I purchased some citric acid from Akins last night as I'm lucky enough to have a store relatively near me:
Citric Acid 100% Pure - Now Foods. I couldn't find the canning citric acid, of course this is absolutely the wrong time of year to try to find canning supplies. I wanted to get pure citric acid to avoid lemon flavor, and also the sugar in lemon juice. I mixed the citric acid with distilled water, approximately 20% solution which is probably WAY stronger than needed. Super sour stuff and I'm wondering what the PH is... I'm too lazy to calculate this right now but it's probably more acidic than any lemon juice is ever going to be.
I've mixed one drop of the citric acid solution into Capella's gingerbread 10% flavoring and I'm not tasting any adverse effects from it. The flavor is "brighter" than I remember, there is a slight aftertaste. I think I'm going to cut the citric acid solution to half strength. I don't feel that this particular flavor would be adversely affected by lemon undertones though.
I'm mainly doing this to test the preservative effects of adding acid to the mix. I'm wanting to run an experiment with 3 or more solutions containing acids to compare side by side the outcome. I'm going to do this with TPA "toasted marshmallow" flavor since this one has been problematic for me. This flavor turns dark brown after several days to a week, gets acrid, becomes very harsh, and the last stage becomes a waxy flavor that in no way resembles the original. I get the same problem with Capella's raspberry, vanilla custard (diacetyl warning!), and several other flavors that I like. I have some vanilla custard I've left sitting as a pseudo-experiment, I think it has turned to tar. I don't know how others can't be having this happening?
I'll post photographic results when I get that far, probably in a week or two.
*Edit
tl;dr - experimenting with the long term storage effects of adding acid.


**What you are asked to do:** Read the material below and count the lines holding the string "input". Give that count with nothing added.

**Records for the task:**

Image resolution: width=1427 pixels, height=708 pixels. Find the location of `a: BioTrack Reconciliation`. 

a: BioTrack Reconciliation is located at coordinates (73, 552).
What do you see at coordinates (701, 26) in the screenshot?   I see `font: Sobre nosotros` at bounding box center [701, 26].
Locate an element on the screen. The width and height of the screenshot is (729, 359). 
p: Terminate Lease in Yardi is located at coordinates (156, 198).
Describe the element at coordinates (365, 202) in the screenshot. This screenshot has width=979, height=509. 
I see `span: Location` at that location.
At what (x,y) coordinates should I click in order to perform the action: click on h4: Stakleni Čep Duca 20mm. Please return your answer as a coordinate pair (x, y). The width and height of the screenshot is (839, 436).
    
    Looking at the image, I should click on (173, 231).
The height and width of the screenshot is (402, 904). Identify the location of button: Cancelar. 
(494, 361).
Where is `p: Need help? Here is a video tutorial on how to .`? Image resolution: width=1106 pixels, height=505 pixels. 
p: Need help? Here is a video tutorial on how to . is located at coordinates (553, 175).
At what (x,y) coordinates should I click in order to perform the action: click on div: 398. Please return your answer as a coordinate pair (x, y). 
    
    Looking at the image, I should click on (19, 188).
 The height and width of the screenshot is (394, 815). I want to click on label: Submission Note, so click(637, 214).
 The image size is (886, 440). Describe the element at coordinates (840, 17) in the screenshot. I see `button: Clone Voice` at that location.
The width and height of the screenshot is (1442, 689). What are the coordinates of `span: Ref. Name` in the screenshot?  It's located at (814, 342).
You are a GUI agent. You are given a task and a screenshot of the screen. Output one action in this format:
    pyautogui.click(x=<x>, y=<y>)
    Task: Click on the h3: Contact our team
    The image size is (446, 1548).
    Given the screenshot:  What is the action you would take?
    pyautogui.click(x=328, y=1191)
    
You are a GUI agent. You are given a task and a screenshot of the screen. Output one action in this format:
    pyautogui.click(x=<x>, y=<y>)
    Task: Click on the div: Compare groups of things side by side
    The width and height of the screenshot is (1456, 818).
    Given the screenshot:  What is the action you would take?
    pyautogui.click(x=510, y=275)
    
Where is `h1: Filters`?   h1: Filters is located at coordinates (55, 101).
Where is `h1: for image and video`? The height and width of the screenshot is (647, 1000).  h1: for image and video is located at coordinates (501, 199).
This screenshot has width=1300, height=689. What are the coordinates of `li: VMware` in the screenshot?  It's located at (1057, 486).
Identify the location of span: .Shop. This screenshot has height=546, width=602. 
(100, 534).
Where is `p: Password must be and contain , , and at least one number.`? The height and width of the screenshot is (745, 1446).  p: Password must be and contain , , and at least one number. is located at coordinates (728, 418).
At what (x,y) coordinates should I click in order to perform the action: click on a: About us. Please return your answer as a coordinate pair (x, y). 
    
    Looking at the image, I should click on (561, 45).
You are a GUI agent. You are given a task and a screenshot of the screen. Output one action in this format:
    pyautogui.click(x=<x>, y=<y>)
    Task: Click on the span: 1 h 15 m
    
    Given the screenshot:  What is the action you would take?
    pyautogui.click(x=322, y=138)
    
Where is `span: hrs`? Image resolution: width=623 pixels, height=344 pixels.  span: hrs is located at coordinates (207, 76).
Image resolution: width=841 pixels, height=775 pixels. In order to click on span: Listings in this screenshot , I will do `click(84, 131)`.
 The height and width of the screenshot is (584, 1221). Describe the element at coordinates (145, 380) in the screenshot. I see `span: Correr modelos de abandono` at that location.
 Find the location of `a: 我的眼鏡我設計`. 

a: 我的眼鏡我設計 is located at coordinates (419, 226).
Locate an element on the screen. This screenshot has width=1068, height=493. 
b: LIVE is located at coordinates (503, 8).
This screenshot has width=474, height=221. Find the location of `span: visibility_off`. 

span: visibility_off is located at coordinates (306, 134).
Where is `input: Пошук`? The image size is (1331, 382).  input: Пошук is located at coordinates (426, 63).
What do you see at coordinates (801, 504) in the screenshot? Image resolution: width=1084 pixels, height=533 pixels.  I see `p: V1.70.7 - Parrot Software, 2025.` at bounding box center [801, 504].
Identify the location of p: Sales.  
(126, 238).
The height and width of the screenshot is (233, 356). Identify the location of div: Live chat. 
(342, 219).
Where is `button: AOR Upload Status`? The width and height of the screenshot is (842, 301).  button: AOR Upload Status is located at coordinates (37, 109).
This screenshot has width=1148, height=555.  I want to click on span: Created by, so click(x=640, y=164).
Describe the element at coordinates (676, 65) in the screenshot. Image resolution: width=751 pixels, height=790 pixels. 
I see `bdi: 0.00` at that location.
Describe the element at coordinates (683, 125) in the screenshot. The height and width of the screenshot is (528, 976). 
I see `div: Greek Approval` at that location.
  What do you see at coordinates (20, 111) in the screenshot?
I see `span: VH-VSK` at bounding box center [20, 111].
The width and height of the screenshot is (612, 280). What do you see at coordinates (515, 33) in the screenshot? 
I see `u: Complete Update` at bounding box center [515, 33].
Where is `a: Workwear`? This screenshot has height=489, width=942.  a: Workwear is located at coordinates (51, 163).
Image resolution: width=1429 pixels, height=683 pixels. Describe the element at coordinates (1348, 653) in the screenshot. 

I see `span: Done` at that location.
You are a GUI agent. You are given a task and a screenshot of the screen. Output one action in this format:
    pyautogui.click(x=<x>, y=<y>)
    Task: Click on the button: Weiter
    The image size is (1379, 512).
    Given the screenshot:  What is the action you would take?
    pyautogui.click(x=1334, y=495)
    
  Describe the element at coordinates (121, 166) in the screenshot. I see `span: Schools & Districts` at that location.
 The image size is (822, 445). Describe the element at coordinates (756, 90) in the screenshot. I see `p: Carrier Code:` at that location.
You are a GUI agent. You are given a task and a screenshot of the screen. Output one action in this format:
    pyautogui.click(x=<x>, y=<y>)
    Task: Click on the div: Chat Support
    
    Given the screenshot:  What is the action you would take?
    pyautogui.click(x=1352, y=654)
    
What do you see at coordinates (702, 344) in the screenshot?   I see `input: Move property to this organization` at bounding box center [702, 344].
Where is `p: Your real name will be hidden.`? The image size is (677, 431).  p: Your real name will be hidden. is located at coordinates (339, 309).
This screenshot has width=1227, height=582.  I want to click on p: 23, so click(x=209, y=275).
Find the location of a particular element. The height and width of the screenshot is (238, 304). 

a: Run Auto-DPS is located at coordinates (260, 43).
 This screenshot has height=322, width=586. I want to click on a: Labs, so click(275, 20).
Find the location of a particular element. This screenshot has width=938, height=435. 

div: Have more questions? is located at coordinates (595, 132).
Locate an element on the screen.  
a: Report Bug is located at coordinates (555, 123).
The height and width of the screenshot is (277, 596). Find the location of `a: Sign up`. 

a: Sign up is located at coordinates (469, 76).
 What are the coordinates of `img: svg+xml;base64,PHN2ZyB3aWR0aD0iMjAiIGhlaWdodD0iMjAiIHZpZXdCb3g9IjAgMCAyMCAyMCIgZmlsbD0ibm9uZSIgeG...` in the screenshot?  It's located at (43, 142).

**Output for this task:** 2